Yes I was short and like other shorts, I knew they were insolvent 10 times over and as a free market capitalist( that's right I take my wins and losses and don't sulk as long as something completely illegal was not done to defraud me) I was betting against them.

There were no false rumors that I was spreading about Lehman.

It was Lehman management that was spreading the false rumors which fooled the dumb "smart money" on Wall Street.

Jim Rogers said the best piece of advice he ever got was to read the quarterly and the annual filings and in doing so, he would be ahead of 99% of the people on the Wall Street (aka the dumb "smart money")

I don't mind being a lead plaintiff for the class action lawsuit either. I'm still young but there are plenty of elderly who lost their life savings in Lehman stock and even in their safe bonds.

http://funy1.blogspot.com/2010/03/dick-fuld-please-advise-us-where-to.html

 

 

 

Tue, 03/23/2010 - 11:39 | 273236 Rainman
Rainman's picture

Amen. I too took an ass whoopin' on " safe " Lehman bonds. And the jack boot from WaMu bonds shortly thereafter.

Even with that, the destruction of bondholder rights in the Chrysler deal ( no position ) really irked me more than anything else. The Supreme Court.....courtesy of Ginsberg....refused to hear their appeal as they got skinned alive by the Obama car czar.

Tue, 03/23/2010 - 01:28 | 272978 sweet ebony diamond
sweet ebony diamond's picture

i am vizualizing the sparks in Chris Dodd's circuitry.

he jumps Sarah Palin

 

Tue, 03/23/2010 - 01:33 | 272980 rapier
rapier's picture

LH was toast unless there was a miracle.  You know, the miracle that saved the ones still living.  Yes the swaps were a gambit but one that certainly everyone knew about. If not the specifics at least the gist.  I will posit that Geithner and the NY Fed let it be known that doing such things to maintain confidence were not only approved but expected.  It was just extend and pretend.  
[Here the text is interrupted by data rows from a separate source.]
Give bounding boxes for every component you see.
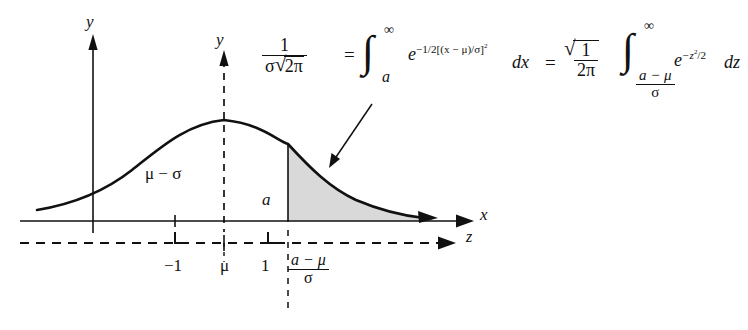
differential-dx: dx [512,52,529,73]
lhs-sigma: σ [265,56,275,76]
integrand-2-exponent-tail: /2 [697,49,706,61]
y-axis-left [88,34,97,233]
shaded-area-callout-arrow [329,104,372,168]
y-axis-left-label: y [86,12,94,32]
z-tick-label-plus-1: 1 [261,256,270,276]
integral-2-lower-numerator: a − μ [636,68,675,84]
integral-1-lower-limit: a [382,68,390,86]
integrand-1-exponent-power: 2 [484,42,487,49]
coefficient-2-numerator: 1 [574,41,598,60]
integral-symbol-2: ∫ [622,25,634,74]
y-axis-center-label: y [216,30,224,50]
z-tick-label-minus-1: −1 [164,256,182,276]
integrand-2-exponent: −z2/2 [682,49,706,61]
z-tick-minus-1 [175,232,186,243]
integral-2-lower-limit: a − μ σ [636,68,675,101]
formula-lhs-fraction: 1 σ2π [262,36,307,76]
integrand-1: e−1/2[(x − μ)/σ]2 [408,44,487,65]
label-mu-minus-sigma: μ − σ [145,164,181,184]
z-tick-label-a-minus-mu-over-sigma: a − μ σ [288,252,329,287]
integrand-2-base: e [674,50,682,70]
integrand-1-base: e [408,44,416,64]
integrand-2: e−z2/2 [674,50,706,71]
integral-1: ∫ ∞ a [362,32,374,67]
z-boundary-numerator: a − μ [288,252,329,269]
z-tick-plus-1 [268,232,279,243]
shaded-tail-area [288,144,432,221]
integral-2-lower-denominator: σ [636,84,675,101]
equals-sign-2: = [545,52,556,74]
z-axis [20,237,456,250]
lhs-denominator: σ2π [262,55,307,76]
coefficient-2-denominator: 2π [574,60,598,80]
y-axis-center-dashed [219,50,228,232]
integral-symbol-1: ∫ [362,27,374,76]
integral-1-upper-limit: ∞ [384,22,394,38]
x-axis-label: x [480,205,488,225]
integral-2-upper-limit: ∞ [644,18,654,34]
normal-density-curve [37,120,424,218]
z-tick-label-mu: μ [220,256,229,276]
z-axis-label: z [466,228,472,246]
differential-dz: dz [724,52,740,73]
figure-root: y y μ − σ a x z −1 μ 1 a − μ σ 1 σ2π = ∫… [0,0,748,330]
z-boundary-denominator: σ [288,269,329,287]
lhs-radicand: 2π [284,56,304,76]
integrand-2-exponent-text: −z [682,49,694,61]
label-a: a [262,190,271,210]
equals-sign-1: = [344,44,355,66]
integral-2: ∫ ∞ a − μ σ [622,30,634,65]
integrand-1-exponent-text: −1/2[(x − μ)/σ] [416,43,484,55]
coefficient-sqrt-one-over-two-pi: 1 2π [564,40,599,80]
integrand-1-exponent: −1/2[(x − μ)/σ]2 [416,43,487,55]
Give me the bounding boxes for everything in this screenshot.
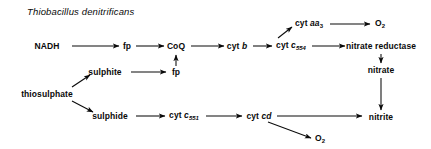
node-nitrite: nitrite xyxy=(369,113,393,122)
node-cyt-cd: cyt cd xyxy=(246,112,271,121)
node-thiosulphate: thiosulphate xyxy=(21,90,73,99)
node-cyt-c554: cyt c554 xyxy=(276,41,306,51)
node-nadh: NADH xyxy=(35,42,60,51)
arrow-thiosulphate-sulphite xyxy=(72,75,90,87)
node-nitrate-reductase: nitrate reductase xyxy=(346,42,416,51)
node-fp-main: fp xyxy=(123,42,131,51)
arrow-layer xyxy=(0,0,431,149)
node-coq: CoQ xyxy=(167,42,185,51)
node-o2-top: O2 xyxy=(375,19,385,29)
node-nitrate: nitrate xyxy=(368,66,395,75)
arrow-cytcd-o2 xyxy=(268,122,311,138)
node-cyt-aa3: cyt aa3 xyxy=(295,19,323,29)
node-sulphide: sulphide xyxy=(92,112,128,121)
arrow-thiosulphate-sulphide xyxy=(72,101,93,112)
node-o2-bottom: O2 xyxy=(315,134,325,144)
arrow-cytc554-cytaa3 xyxy=(278,27,292,38)
pathway-diagram: Thiobacillus denitrificans xyxy=(0,0,431,149)
node-sulphite: sulphite xyxy=(88,68,121,77)
node-fp-sulphite: fp xyxy=(172,68,180,77)
node-cyt-b: cyt b xyxy=(227,42,247,51)
node-cyt-c551: cyt c551 xyxy=(169,111,199,121)
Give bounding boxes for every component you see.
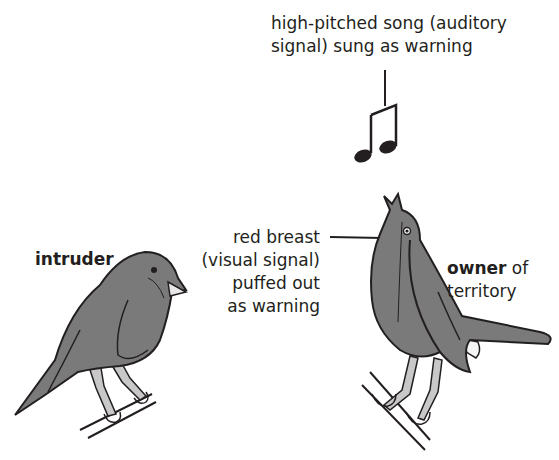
owner-label-rest: of [506,258,528,278]
breast-label-line-3: puffed out [200,272,320,295]
song-label: high-pitched song (auditory signal) sung… [271,12,507,58]
owner-bird [362,194,551,450]
diagram-canvas: high-pitched song (auditory signal) sung… [0,0,559,460]
intruder-label: intruder [35,248,114,271]
owner-label-bold: owner [447,258,506,278]
breast-pointer-line [330,237,383,238]
music-note-icon [352,105,398,165]
song-label-line-1: high-pitched song (auditory [271,12,507,35]
breast-label-line-1: red breast [200,226,320,249]
owner-label: owner of territory [447,257,528,303]
breast-label: red breast (visual signal) puffed out as… [200,226,320,318]
breast-label-line-2: (visual signal) [200,249,320,272]
owner-label-line-2: territory [447,280,528,303]
song-label-line-2: signal) sung as warning [271,35,507,58]
intruder-bird [15,252,186,438]
breast-label-line-4: as warning [200,295,320,318]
So being conspiratorial, and this is ZH after all, I'd say that EY's delay in speaking about this is that stories have to be made straight between all the parties. LH, EY, Fed and Treasury. Threats have to be made and noted, etc. etc., without paper or bits left behind. These things take time.

Tue, 03/23/2010 - 09:13 | 273100 mikla
mikla's picture

So being conspiratorial, and this is ZH after all, I'd say that EY's delay in speaking about this is that stories have to be made straight between all the parties. LH, EY, Fed and Treasury. Threats have to be made and noted, etc. etc., without paper or bits left behind. These things take time.

+1

 

Tue, 03/23/2010 - 02:04 | 272993 sweet ebony diamond
sweet ebony diamond's picture

if we have to be serious about this.

matthew lee's letter says that the accountants were incompetant (more likely they were over-loaded, but he was bitter)

the numbers (all of them) are fictional.

nobody (lehman or e&y) wanted to accept the fact because that means responsiblity

Tue, 03/23/2010 - 06:37 | 273048 sweet ebony diamond
sweet ebony diamond's picture

i just read ernst & young's statement.

basic accounting says:

a sale is a sale when substanially all of risk and rewards of ownership are transferred to the buyer

if FASB says otherwise then the banksters have control of everything.

whoops.

rhetorical statement.

Tue, 03/23/2010 - 07:44 | 273061 Frankie Carbone
Frankie Carbone's picture

Just blame the dead guy. Works every time. 

Tue, 03/23/2010 - 12:48 | 273337 Miles Kendig
Miles Kendig's picture

Some folks just don't know when to shut up and others can never seem to ask the question.  EnY has managed to shout from the mountain top that they are succeeding mightily at doing both.  Too bad they weren't as successful as auditors.